With the new year comes the Consumer Electronics Show (CES). In geek land, that means new gadgets. It is amazing how quickly the rarefied air of ‘bleeding edge’ can become part of consumer electronics.
And with 2012, this is exactly what were seeing. Consumer electronics has a relative heavy (LG Electronics, Korea) teaming up with the BIG fish in a small pond of speech recognition, Nuance Communications.
Speech recognition may be a novelty to many, being introduced by Apple’s Seri voice recognition on the iPhone. Yes, any rational individual would admit this is the first mass-market product. In no stretch of the imagination does it make it the first product. This author has been looking at business cases for speech recognition for 25 years.
So what does this have to do with virtualization? Answer, pretty much every thing.
The reality is speech recognition is both resource intensive and until this point a highly niche market. Since most consumers are not yet up to using voice for commanding a computer, it makes complete sense to virtualize a heavy resource that not many people will (yet) utilize.

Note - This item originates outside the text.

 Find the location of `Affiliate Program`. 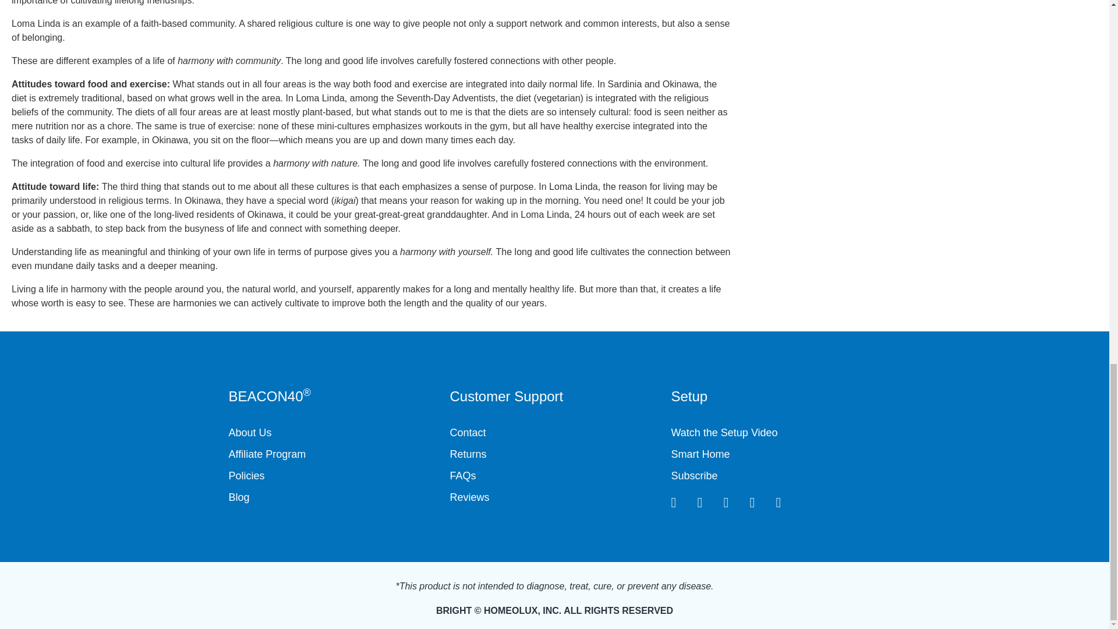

Virtualization allows with the magic of multi core processors to dedicate the specialized application (in this case Speech Recognition <SR>) to its own core. For the end-user that says SR?, That core is not consuming energy or perhaps more important, RAM. (A person can always plug into the cigarette lighter for more power. RAM is a considerably more precious commodity at this moment in time).
For the SR savvy person, virtualization, turning on and off a single (dedicated?) CPU core gives them quite snappy performance without going through energy as though it was coming from a hydroelectric plant in the trunk of the car.
While fully acknowledging the SR advances made on the Apple iPhone with Seri, let’s call a spade a spade. It requires the heavy lifting of SR to be done on Apple’s servers. And that means wireless connectivity. No connection, no SR.
While looking into a crystal ball is at best, always cloudy – the 2012 battlelines appear to being quite clear.
Nuance Communications in a joint venture with LG Electronics is going to be directly competing with Windows 8 and its internally developed Speech program, which has used the same code since Vista, Windows.
Is it possible that Apple’s Seri will open the doors to these two competitors, that are seemingly hell-bent on not requiring wireless communications and saving resources by using virtualization?